Asperger’s Syndrome to Be Phased Out of DSM-V and Folded Into “Autism Spectrum Disorder”

I originally posted the following information and commentary onto my Facebook wall…

The drawings of Daniel Tammet, above, who wrote the 2007 book “Born on a Blue Day,” about living with autism, show how he visualizes some numbers

The drawings of Daniel Tammet, above, who wrote the 2007 book “Born on a Blue Day,” about living with autism, show how he visualizes some numbers

A Powerful Identity, A Vanishing Diagnosis:
http://www.nytimes.com/2009/11/03/health/03asperger.html

(Claudia Wallis) It is one of the most intriguing labels in psychiatry. Children with Asperger’s syndrome, a mild form of autism, are socially awkward and often physically clumsy, but many are verbal prodigies, speaking in complex sentences at early ages, reading newspapers fluently by age 5 or 6 and acquiring expertise in some preferred topic — stegosaurs, clipper ships, Interstate highways — that will astonish adults and bore their playmates to tears.

In recent years, this once obscure diagnosis, given to more than four times as many boys as girls, has become increasingly common.
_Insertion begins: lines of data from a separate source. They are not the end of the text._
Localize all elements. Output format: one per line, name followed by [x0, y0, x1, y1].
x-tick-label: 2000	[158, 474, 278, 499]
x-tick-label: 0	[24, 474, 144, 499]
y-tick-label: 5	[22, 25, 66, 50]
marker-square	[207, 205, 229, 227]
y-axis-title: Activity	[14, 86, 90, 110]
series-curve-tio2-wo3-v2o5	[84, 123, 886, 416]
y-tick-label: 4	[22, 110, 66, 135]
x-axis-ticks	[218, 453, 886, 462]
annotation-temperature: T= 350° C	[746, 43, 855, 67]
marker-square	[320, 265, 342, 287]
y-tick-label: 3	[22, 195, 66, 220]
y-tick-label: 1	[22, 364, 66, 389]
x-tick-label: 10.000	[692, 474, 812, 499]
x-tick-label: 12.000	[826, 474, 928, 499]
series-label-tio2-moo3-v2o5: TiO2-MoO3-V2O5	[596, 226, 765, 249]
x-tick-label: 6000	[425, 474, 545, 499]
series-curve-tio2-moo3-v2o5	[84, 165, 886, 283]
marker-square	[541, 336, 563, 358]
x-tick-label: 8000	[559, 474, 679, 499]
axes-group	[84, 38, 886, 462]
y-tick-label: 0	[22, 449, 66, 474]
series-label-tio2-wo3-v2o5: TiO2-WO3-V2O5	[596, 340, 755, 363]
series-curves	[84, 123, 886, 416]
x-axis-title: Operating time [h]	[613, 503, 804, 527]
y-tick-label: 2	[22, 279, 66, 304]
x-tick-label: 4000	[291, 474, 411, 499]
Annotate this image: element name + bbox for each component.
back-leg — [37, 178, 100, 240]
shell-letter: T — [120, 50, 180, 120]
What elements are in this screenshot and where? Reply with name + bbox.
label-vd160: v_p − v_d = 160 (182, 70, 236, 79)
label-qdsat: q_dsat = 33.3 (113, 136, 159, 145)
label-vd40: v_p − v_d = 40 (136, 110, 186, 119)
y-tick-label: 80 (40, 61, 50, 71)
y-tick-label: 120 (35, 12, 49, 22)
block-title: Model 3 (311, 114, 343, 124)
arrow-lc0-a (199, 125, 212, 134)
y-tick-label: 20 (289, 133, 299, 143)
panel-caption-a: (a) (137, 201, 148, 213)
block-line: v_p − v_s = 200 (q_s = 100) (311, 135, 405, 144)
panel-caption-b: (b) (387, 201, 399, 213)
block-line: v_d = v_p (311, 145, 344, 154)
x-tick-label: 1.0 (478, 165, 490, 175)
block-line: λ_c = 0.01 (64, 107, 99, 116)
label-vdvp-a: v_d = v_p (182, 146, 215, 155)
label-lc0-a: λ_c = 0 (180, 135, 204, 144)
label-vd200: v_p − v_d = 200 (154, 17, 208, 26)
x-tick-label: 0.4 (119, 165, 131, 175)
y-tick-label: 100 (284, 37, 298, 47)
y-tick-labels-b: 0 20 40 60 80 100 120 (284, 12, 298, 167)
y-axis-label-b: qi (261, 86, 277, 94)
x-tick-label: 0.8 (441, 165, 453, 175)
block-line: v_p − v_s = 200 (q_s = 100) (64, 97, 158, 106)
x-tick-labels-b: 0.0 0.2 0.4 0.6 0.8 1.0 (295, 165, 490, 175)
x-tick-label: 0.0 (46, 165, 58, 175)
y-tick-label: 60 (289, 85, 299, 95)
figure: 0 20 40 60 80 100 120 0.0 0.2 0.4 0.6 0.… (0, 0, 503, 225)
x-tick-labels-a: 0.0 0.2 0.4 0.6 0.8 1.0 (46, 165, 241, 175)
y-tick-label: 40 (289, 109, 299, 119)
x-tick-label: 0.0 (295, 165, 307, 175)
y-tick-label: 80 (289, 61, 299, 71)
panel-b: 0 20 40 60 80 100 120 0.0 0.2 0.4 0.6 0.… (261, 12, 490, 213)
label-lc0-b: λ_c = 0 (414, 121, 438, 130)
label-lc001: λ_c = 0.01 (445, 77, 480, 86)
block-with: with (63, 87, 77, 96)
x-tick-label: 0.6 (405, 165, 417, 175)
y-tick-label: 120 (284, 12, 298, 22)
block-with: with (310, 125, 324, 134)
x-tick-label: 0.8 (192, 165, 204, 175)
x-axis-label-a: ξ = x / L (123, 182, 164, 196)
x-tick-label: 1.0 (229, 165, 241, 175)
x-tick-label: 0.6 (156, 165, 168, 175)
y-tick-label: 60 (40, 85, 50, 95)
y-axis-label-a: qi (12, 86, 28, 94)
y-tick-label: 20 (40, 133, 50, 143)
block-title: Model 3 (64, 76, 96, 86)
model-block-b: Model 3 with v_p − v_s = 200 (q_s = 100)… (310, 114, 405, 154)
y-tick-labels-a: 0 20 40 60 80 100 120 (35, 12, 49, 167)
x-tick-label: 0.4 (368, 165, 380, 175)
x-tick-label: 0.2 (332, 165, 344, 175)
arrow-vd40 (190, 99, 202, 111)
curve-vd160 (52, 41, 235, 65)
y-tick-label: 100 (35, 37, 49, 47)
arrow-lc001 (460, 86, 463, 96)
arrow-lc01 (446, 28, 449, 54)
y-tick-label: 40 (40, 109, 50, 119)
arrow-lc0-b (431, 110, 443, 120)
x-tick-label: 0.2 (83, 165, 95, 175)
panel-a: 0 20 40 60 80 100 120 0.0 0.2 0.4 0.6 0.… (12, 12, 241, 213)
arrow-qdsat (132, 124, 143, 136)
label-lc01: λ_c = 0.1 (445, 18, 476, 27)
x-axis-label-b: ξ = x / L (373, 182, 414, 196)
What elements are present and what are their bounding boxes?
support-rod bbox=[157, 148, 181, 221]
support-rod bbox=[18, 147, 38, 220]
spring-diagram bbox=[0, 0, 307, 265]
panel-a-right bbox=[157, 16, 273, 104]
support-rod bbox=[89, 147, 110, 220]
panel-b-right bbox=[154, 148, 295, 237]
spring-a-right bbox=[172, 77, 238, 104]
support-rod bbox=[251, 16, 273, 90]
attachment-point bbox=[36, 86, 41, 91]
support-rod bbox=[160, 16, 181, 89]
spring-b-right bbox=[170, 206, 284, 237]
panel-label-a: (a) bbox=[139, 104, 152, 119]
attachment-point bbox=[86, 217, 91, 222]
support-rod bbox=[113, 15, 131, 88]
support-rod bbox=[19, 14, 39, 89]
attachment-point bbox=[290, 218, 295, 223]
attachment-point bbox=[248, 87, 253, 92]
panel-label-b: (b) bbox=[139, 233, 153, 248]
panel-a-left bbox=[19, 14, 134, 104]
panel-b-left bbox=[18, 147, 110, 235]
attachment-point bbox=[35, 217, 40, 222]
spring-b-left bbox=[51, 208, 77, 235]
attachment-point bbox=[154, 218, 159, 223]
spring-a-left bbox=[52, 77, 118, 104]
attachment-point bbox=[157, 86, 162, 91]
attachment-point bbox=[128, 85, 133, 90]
(Read entire article here…)

My Commentary: According to this article, “though [Asperger’s syndrome] became an official part of the medical lexicon only in 1994, the experts who are revising psychiatry’s diagnostic manual have proposed to eliminate it from the new edition, due out in 2012. If these experts have their way, Asperger’s syndrome (AS) and another mild form of autism, pervasive developmental disorder not otherwise specified (P.D.D.-N.O.S.), will be folded into a single broad diagnosis, autism spectrum disorder — a category that encompasses autism’s entire range, or spectrum,” from mild to severe.